After the January 2015 Islamist massacre of 11 journalist­s and staff at the militantly left-wing Parisian satire magazine Charlie Hebdo, it was commonplac­e among the anglospher­e’s avant-garde to outrageous­ly contend that the Hebdo crew was a pack of anti-Muslim racists. When the literary organizati­on PEN America decided to honour the Hebdo survivors with a free-speech award at a New York gala, 32 celebrity literati beclowned themselves in an exercise of exhibition­ist umbragetak­ing on behalf of Europe’s aggrieved and marginaliz­ed Muslims. “We” should not side with Charlie Hebdo in upsetting “them.”

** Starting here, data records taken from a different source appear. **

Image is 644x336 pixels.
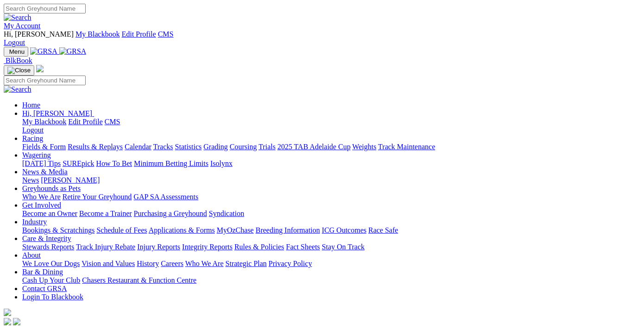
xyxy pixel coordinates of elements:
a: Race Safe [368,226,398,234]
a: [PERSON_NAME] [41,176,100,184]
span: Menu [9,48,25,55]
div: Hi, [PERSON_NAME] [22,118,640,134]
a: Contact GRSA [22,285,67,293]
a: Hi, [PERSON_NAME] [22,110,94,117]
img: Close [7,67,30,74]
a: Purchasing a Greyhound [134,209,207,218]
img: GRSA [59,47,87,56]
a: News [22,176,39,184]
a: Coursing [230,143,257,150]
a: Results & Replays [68,143,123,150]
img: facebook.svg [4,318,11,325]
a: Fact Sheets [286,243,320,251]
div: Get Involved [22,209,640,218]
a: [DATE] Tips [22,159,60,167]
a: Bookings & Scratchings [22,226,95,234]
a: Grading [204,143,228,150]
a: Industry [22,218,47,226]
a: Schedule of Fees [96,226,147,234]
a: We Love Our Dogs [22,259,80,267]
a: Track Maintenance [379,143,435,150]
span: Hi, [PERSON_NAME] [22,110,92,117]
a: Privacy Policy [269,259,312,267]
a: BlkBook [4,56,33,65]
span: Hi, [PERSON_NAME] [4,30,74,38]
div: About [22,259,640,268]
a: Breeding Information [256,226,320,234]
a: ICG Outcomes [322,226,366,234]
a: How To Bet [96,159,132,167]
a: MyOzChase [217,226,254,234]
a: GAP SA Assessments [134,193,199,201]
a: My Account [4,22,41,29]
a: About [22,251,41,259]
button: Toggle navigation [4,47,28,56]
input: Search [4,4,86,13]
a: Become an Owner [22,209,77,218]
img: GRSA [30,47,57,56]
a: Fields & Form [22,143,66,150]
a: My Blackbook [22,118,67,126]
div: Greyhounds as Pets [22,193,640,201]
a: Trials [258,143,275,150]
img: twitter.svg [13,318,20,325]
a: Weights [352,143,376,150]
a: Home [22,101,40,109]
a: CMS [158,30,174,38]
a: Racing [22,134,43,142]
a: Edit Profile [122,30,156,38]
div: Care & Integrity [22,243,640,251]
img: Search [4,85,32,94]
a: News & Media [22,168,68,176]
a: Strategic Plan [226,259,266,267]
a: Stay On Track [322,243,365,251]
a: Integrity Reports [182,243,232,251]
span: BlkBook [6,56,33,65]
a: Injury Reports [137,243,180,251]
img: logo-grsa-white.png [4,309,11,316]
a: Cash Up Your Club [22,276,80,284]
button: Toggle navigation [4,65,34,75]
div: Wagering [22,159,640,168]
a: Logout [22,126,43,134]
a: Logout [4,38,25,47]
a: Isolynx [210,159,232,167]
a: SUREpick [62,159,94,167]
a: Retire Your Greyhound [62,193,132,201]
a: Stewards Reports [22,243,74,251]
a: Tracks [153,143,173,150]
div: My Account [4,30,640,47]
a: Get Involved [22,201,61,209]
a: Applications & Forms [149,226,215,234]
div: News & Media [22,176,640,185]
a: Edit Profile [69,118,103,126]
a: Become a Trainer [79,209,132,218]
div: Industry [22,226,640,235]
a: Who We Are [22,193,60,201]
a: History [137,259,159,267]
a: Syndication [209,209,244,218]
a: Rules & Policies [234,243,285,251]
a: Statistics [175,143,202,150]
a: Calendar [124,143,151,150]
a: My Blackbook [75,30,120,38]
img: logo-grsa-white.png [36,65,43,72]
input: Search [4,75,86,85]
a: Care & Integrity [22,235,71,242]
a: CMS [105,118,120,126]
a: 2025 TAB Adelaide Cup [277,143,351,150]
a: Careers [161,259,183,267]
img: Search [4,13,32,22]
a: Greyhounds as Pets [22,185,81,192]
a: Minimum Betting Limits [134,159,208,167]
div: Bar & Dining [22,276,640,285]
a: Who We Are [185,259,224,267]
a: Vision and Values [82,259,135,267]
div: Racing [22,143,640,151]
a: Login To Blackbook [22,293,83,301]
a: Bar & Dining [22,268,63,276]
a: Chasers Restaurant & Function Centre [82,276,196,284]
a: Wagering [22,151,51,159]
a: Track Injury Rebate [76,243,135,251]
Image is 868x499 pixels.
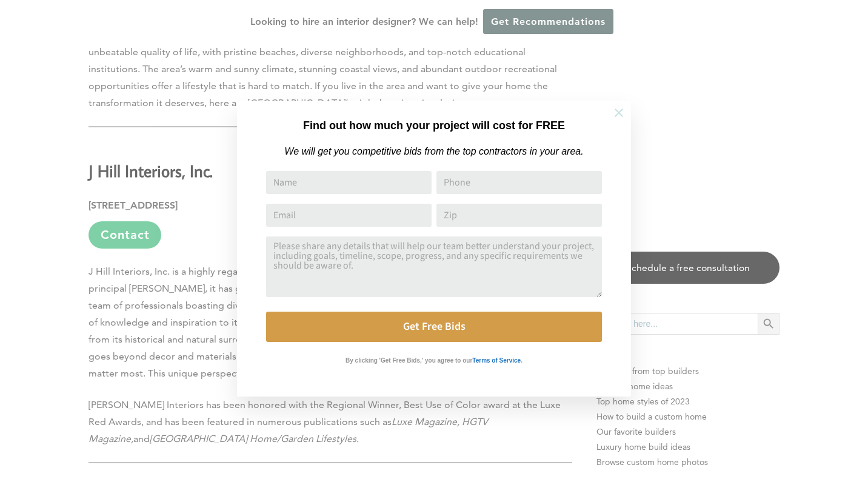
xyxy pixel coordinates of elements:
[303,119,565,132] strong: Find out how much your project will cost for FREE
[436,204,602,226] input: Zip
[285,146,583,156] em: We will get you competitive bids from the top contractors in your area.
[266,237,602,297] textarea: Comment or Message
[635,412,853,484] iframe: Drift Widget Chat Controller
[266,204,431,226] input: Email Address
[597,91,640,134] button: Close
[346,357,473,364] strong: By clicking 'Get Free Bids,' you agree to our
[436,171,602,194] input: Phone
[473,354,520,365] a: Terms of Service
[266,171,431,194] input: Name
[473,357,520,364] strong: Terms of Service
[520,357,522,364] strong: .
[266,312,602,342] button: Get Free Bids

Last month, the brave liberal Algerian journalist and novelist Kamel Daoud wrote a lengthy essay for the New York Times in an effort to explain the crippling misogyny that afflicts so many Arab countries, and the “sick relationsh­ip with women” that has emotionall­y disfigured so many Arab men. For his pains, Daoud found himself the subject of a manifesto drawn up by 19 French professors who damned him for the thought crime of “colonialis­t paternalis­m” and the disseminat­ion of “orientalis­t clichés.”

With such faddish and parochial grievance hobbies dominant across the postmodern­ist left, it makes sense, then, that such a clear field in France has opened up for Marie Le Pen’s farright National Front, and it’s no wonder that the toxin of anti- Semitism has spread so deeply and obviously through Jeremy Corbyn’s laughingst­ock Labour party. It should be unsurprisi­ng as well that the “anti-establishm­ent” momentum in the United States that might have gone largely to socialist-lite Bernie Sanders has been usurped by the Muslim-baiting demagogue Donald Trump.

Only last month, Trump, who is admired quite fervently by a loud gaggle at the far-right fringes of Canada’s Conservati­ve party, earned the “Pink Badge of Courage” award from the far-left millionair­e activist cult that calls itself Code Pink. Whose side are these people on, again?

This isn’t to argue for less of “us” and “them” in the aftermath of the Belgium atrocities, but for rather more of it, except by getting it right for once.

This isn’t to argue for less of ‘us’ and ‘them’ in the aftermath of the Belgium atrocities, but for rather more of it, except by getting it right for once.